Wednesday, July 29, 2009

Four Albums

For the last couple of days, I've been listening in the car to a tape that I made a few years ago which features highlights from the first four Talking Heads albums, which were released, one per year, beginning in 1977: Talking Heads '77, More Songs About Buildings And Food, Fear of Music, and Remain in Light.

Listening now, there are several things that are hard to believe - one, that it was 30 years ago (give or take a year) that this music was recorded. Second, that the band was able to produce four albums in as many years as brilliant as those four. But most importantly, that the band was able to make four albums that sound as different in their sound as those four. Though all four are easily identifiable as Talking Heads, they each have a distinct identity - none of them sound like the others.



On Talking Heads '77, the production was spare, and the band sounded (and looked, as evident in the above video) innocent, almost naive.



On More Songs About Buildings and Food, the band was produced by Brian Eno, who could almost be called "the fifth head." The sound was much fuller, and the band sounded a lot more confident than on their debut, almost as if they had begun to realize just how good they were.



Eno was still there behind the boards on Fear of Music, but the album's sound was an 180 degree turn away from its predecessor - where Buildings and Food's sound was full and warm, Fear of Music was ice cold - a perfect match to the music the band was now making. Nervous, edgy music - you could (and still can) dance to it, but you'd be just as likely to want to hit something.



And then came what is probably the band's masterpiece. There was so much going on that it wasn't easy to get into at first listen, but ultimately it was one of those few albums where a band was able to stretch itself to reach all the ambitions it ever had, and execute them perfectly. And this was definitely not the same Talking Heads that audiences had seen in 1977. Augmented by expert musicians like Adrian Belew, Busta Jones, Steve Scales and Nona Hendryx, Byrne and his bandmates - Jerry Harrison, Tina Weymouth, and Chris Frantz - proved themselves to be showmen of the first order. It was this version of the band that I saw perform in October 1980, and it remains one of the concert highlights of my life.

One band, four years, four wonderful albums.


With no images included, output each entry below exactly as it appears.

* Data items *
-*-

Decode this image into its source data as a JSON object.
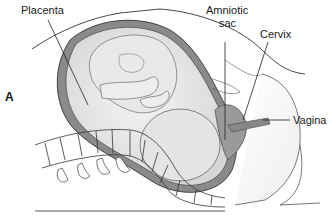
{
  "figure": {
    "panel_letter": "A",
    "labels": {
      "placenta": "Placenta",
      "amniotic_sac_line1": "Amniotic",
      "amniotic_sac_line2": "sac",
      "cervix": "Cervix",
      "vagina": "Vagina"
    },
    "colors": {
      "line": "#333333",
      "uterine_wall": "#8a8a8a",
      "fetus_fill": "#e6e6e6",
      "tissue_fill": "#d4d4d4",
      "background": "#ffffff"
    }
  }
}
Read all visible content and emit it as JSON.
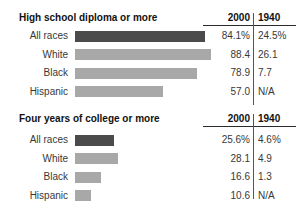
{
  "colors": {
    "bar_highlight": "#4b4b4b",
    "bar_default": "#a8a8a8",
    "header_text": "#111111",
    "body_text": "#383838",
    "rule": "#2b2b2b",
    "divider": "#555555"
  },
  "chart_data": [
    {
      "type": "bar",
      "orientation": "horizontal",
      "title": "High school diploma or more",
      "columns": [
        "2000",
        "1940"
      ],
      "categories": [
        "All races",
        "White",
        "Black",
        "Hispanic"
      ],
      "series": [
        {
          "name": "2000",
          "values": [
            84.1,
            88.4,
            78.9,
            57.0
          ],
          "labels": [
            "84.1%",
            "88.4",
            "78.9",
            "57.0"
          ]
        },
        {
          "name": "1940",
          "values": [
            24.5,
            26.1,
            7.7,
            null
          ],
          "labels": [
            "24.5%",
            "26.1",
            "7.7",
            "N/A"
          ]
        }
      ],
      "bars_show_series": "2000",
      "highlighted_category": "All races",
      "xlim": [
        0,
        100
      ],
      "grid": false,
      "legend": false
    },
    {
      "type": "bar",
      "orientation": "horizontal",
      "title": "Four years of college or more",
      "columns": [
        "2000",
        "1940"
      ],
      "categories": [
        "All races",
        "White",
        "Black",
        "Hispanic"
      ],
      "series": [
        {
          "name": "2000",
          "values": [
            25.6,
            28.1,
            16.6,
            10.6
          ],
          "labels": [
            "25.6%",
            "28.1",
            "16.6",
            "10.6"
          ]
        },
        {
          "name": "1940",
          "values": [
            4.6,
            4.9,
            1.3,
            null
          ],
          "labels": [
            "4.6%",
            "4.9",
            "1.3",
            "N/A"
          ]
        }
      ],
      "bars_show_series": "2000",
      "highlighted_category": "All races",
      "xlim": [
        0,
        100
      ],
      "grid": false,
      "legend": false
    }
  ]
}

-*-

* Answer for the task *
Decode this image into its source data as a JSON object.
{
  "figure": {
    "panel_letter": "A",
    "labels": {
      "placenta": "Placenta",
      "amniotic_sac_line1": "Amniotic",
      "amniotic_sac_line2": "sac",
      "cervix": "Cervix",
      "vagina": "Vagina"
    },
    "colors": {
      "line": "#333333",
      "uterine_wall": "#8a8a8a",
      "fetus_fill": "#e6e6e6",
      "tissue_fill": "#d4d4d4",
      "background": "#ffffff"
    }
  }
}
Read all visible content and emit it as JSON.
{
  "colors": {
    "bar_highlight": "#4b4b4b",
    "bar_default": "#a8a8a8",
    "header_text": "#111111",
    "body_text": "#383838",
    "rule": "#2b2b2b",
    "divider": "#555555"
  },
  "chart_data": [
    {
      "type": "bar",
      "orientation": "horizontal",
      "title": "High school diploma or more",
      "columns": [
        "2000",
        "1940"
      ],
      "categories": [
        "All races",
        "White",
        "Black",
        "Hispanic"
      ],
      "series": [
        {
          "name": "2000",
          "values": [
            84.1,
            88.4,
            78.9,
            57.0
          ],
          "labels": [
            "84.1%",
            "88.4",
            "78.9",
            "57.0"
          ]
        },
        {
          "name": "1940",
          "values": [
            24.5,
            26.1,
            7.7,
            null
          ],
          "labels": [
            "24.5%",
            "26.1",
            "7.7",
            "N/A"
          ]
        }
      ],
      "bars_show_series": "2000",
      "highlighted_category": "All races",
      "xlim": [
        0,
        100
      ],
      "grid": false,
      "legend": false
    },
    {
      "type": "bar",
      "orientation": "horizontal",
      "title": "Four years of college or more",
      "columns": [
        "2000",
        "1940"
      ],
      "categories": [
        "All races",
        "White",
        "Black",
        "Hispanic"
      ],
      "series": [
        {
          "name": "2000",
          "values": [
            25.6,
            28.1,
            16.6,
            10.6
          ],
          "labels": [
            "25.6%",
            "28.1",
            "16.6",
            "10.6"
          ]
        },
        {
          "name": "1940",
          "values": [
            4.6,
            4.9,
            1.3,
            null
          ],
          "labels": [
            "4.6%",
            "4.9",
            "1.3",
            "N/A"
          ]
        }
      ],
      "bars_show_series": "2000",
      "highlighted_category": "All races",
      "xlim": [
        0,
        100
      ],
      "grid": false,
      "legend": false
    }
  ]
}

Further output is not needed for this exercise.